‘Strategic Intelligence’ editor: The world is far more fractured than the U.S. anticipated

11:30 15.03.2023 •

The U.S. has led the most aggressive sanctions regime ever in its efforts to punish Russia. But, a large part of the rest of the world has refused to join the U.S./EU/NATO financial sanctions. This was best evidenced at the recent G20 finance ministers summit conference held in Bengaluru, India, writes James G. Rickards, an American lawyer, economist, and investment banker, the editor of Strategic Intelligence; he has contributed as an advisor on capital markets to the U.S. intelligence community, and at the Office of the Secretary of Defense in the Pentagon.

The first round of financial targets, Rickards explains, included obvious attacks such as freezing the U.S. dollar accounts of Russian banks and oligarchs. The second round raised the ante by freezing the dollar accounts of the Central Bank of Russia itself. This was unprecedented except in the case of rogue states such as Iran, North Korea and Syria.

The sanctions went beyond finance and banking to include bans on Russian exports, freezing Russia out of insurance markets (as a way to effectively prohibit oil shipments) and bans on critical exports to Russia including high-tech equipment, semiconductors and popular consumer goods.

The U.S. knew that it could count on vassal states such as Germany, France, Japan, and the UK to go along with the sanctions. The G20 finance ministers conference was the perfect place to firm up the cooperation and gain consensus from important countries such as Brazil, India, China, and Saudi Arabia.

U.S. Treasury Secretary Janet Yellen attended the G20 event and pushed hard to form a united front of all participants against Russia. She failed.

Key economic players such as China and India refused to endorse the proposed final statement. For only the second time in its history, the G20 was unable to issue a final communique reflecting the consensus of the participants. There was no consensus.

The U.S. may be the world’s largest economy ($25 trillion), but its share of global GDP measured as a percentage of the total has been shrinking even as large developing economies including India, Brazil, China and Indonesia keep coming up in the ranks.

In fact, the world’s four largest developing economies (China, India, Russia and Iran) have a combined GDP larger than the United States. When the next three (Brazil, Mexico and Indonesia) are included as part of this developing economy G7, the gap over the U.S. grows by another $4.6 trillion.

Collectively, they’re far too big to ignore.

The fact is, the world is far more fractured than the U.S. anticipated.

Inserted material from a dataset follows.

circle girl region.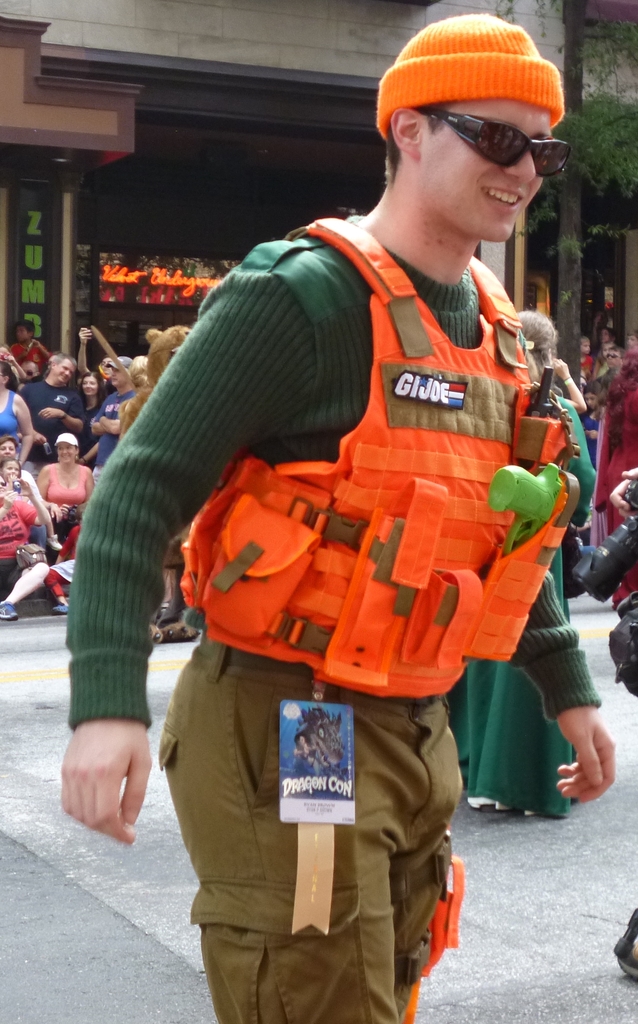
Region: (x1=0, y1=456, x2=62, y2=551).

It’s not that these countries necessarily support Russia’s invasion. It’s just that they don’t want U.S. sanctions to disrupt their trading relationships with Russia, which they depend on. They’re not willing to harm their economies over something that has no bearing on them, on the other side of the world in many instances.

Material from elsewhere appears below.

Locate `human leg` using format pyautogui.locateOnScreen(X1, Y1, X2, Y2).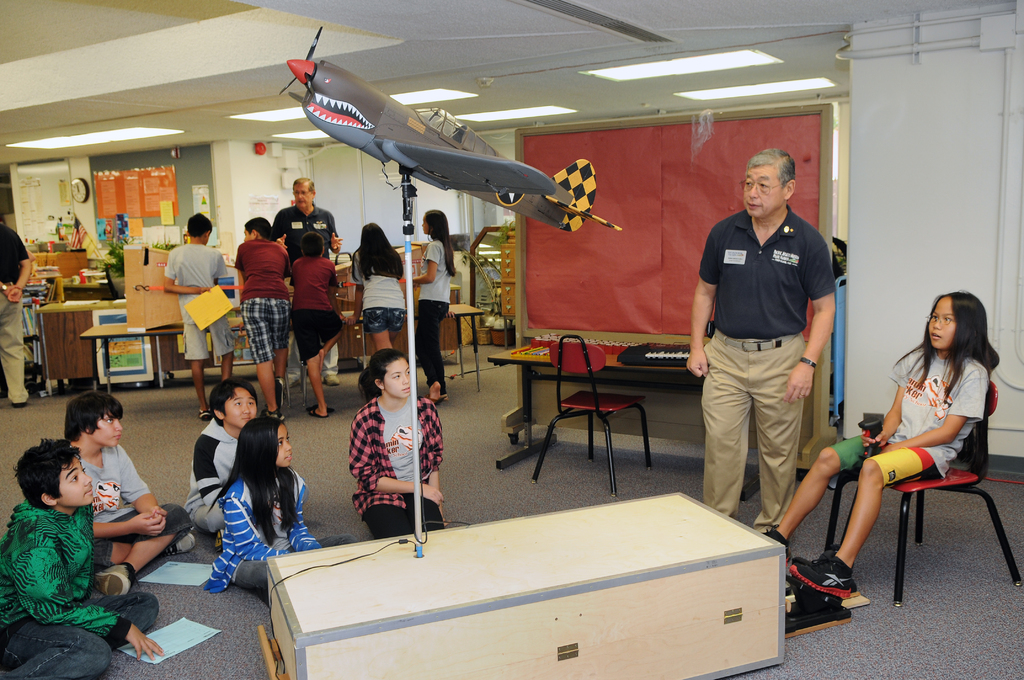
pyautogui.locateOnScreen(0, 613, 111, 679).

Look at India and China. They’re the biggest buyers of the oil that Russia might otherwise have sold to Europe. China itself is selling automobiles, semiconductors, and machinery to Russia.

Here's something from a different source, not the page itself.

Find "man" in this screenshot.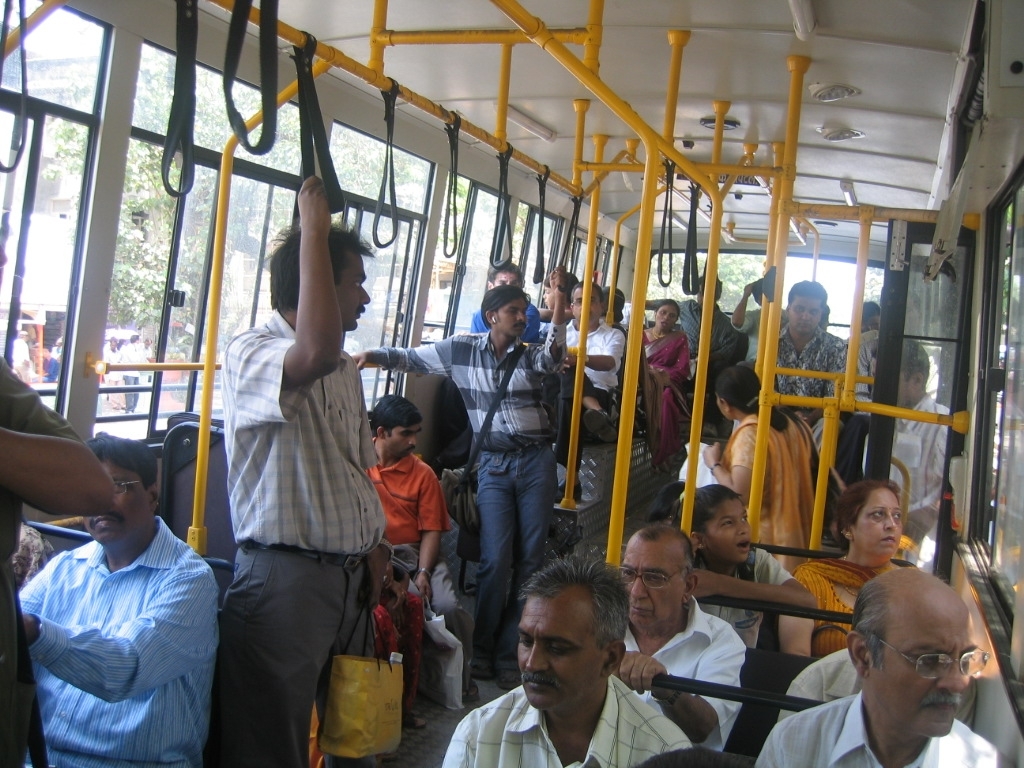
The bounding box for "man" is rect(218, 172, 393, 767).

Meanwhile, Turkey has greatly expanded its exports to Russia, while Iran is selling weapons to Russia including “kamikaze” drones that act like slow-motion cruise missiles that can linger over targets.

And importantly, the more these neutral economies trade with Russia, the less any of them will need U.S. dollars as a medium of exchange. So, the U.S. sanctions are not only failing, they’re contributing to the long-term decline of the dollar as the world’s leading payment currency.

This is a good example of what I warned about a year ago shortly after the Russian invasion. Not only have the sanctions failed (Russian growth has greatly exceeded expectations and the Russian ruble is stronger than before the war began), but they have boomeranged on the U.S. and its partners.

But escalation on the financial and economic fronts is equally dangerous and could contribute to a global recession. U.S. policymakers seem to be too dumb and too shortsighted to consider either prospect, stresses James Rickards.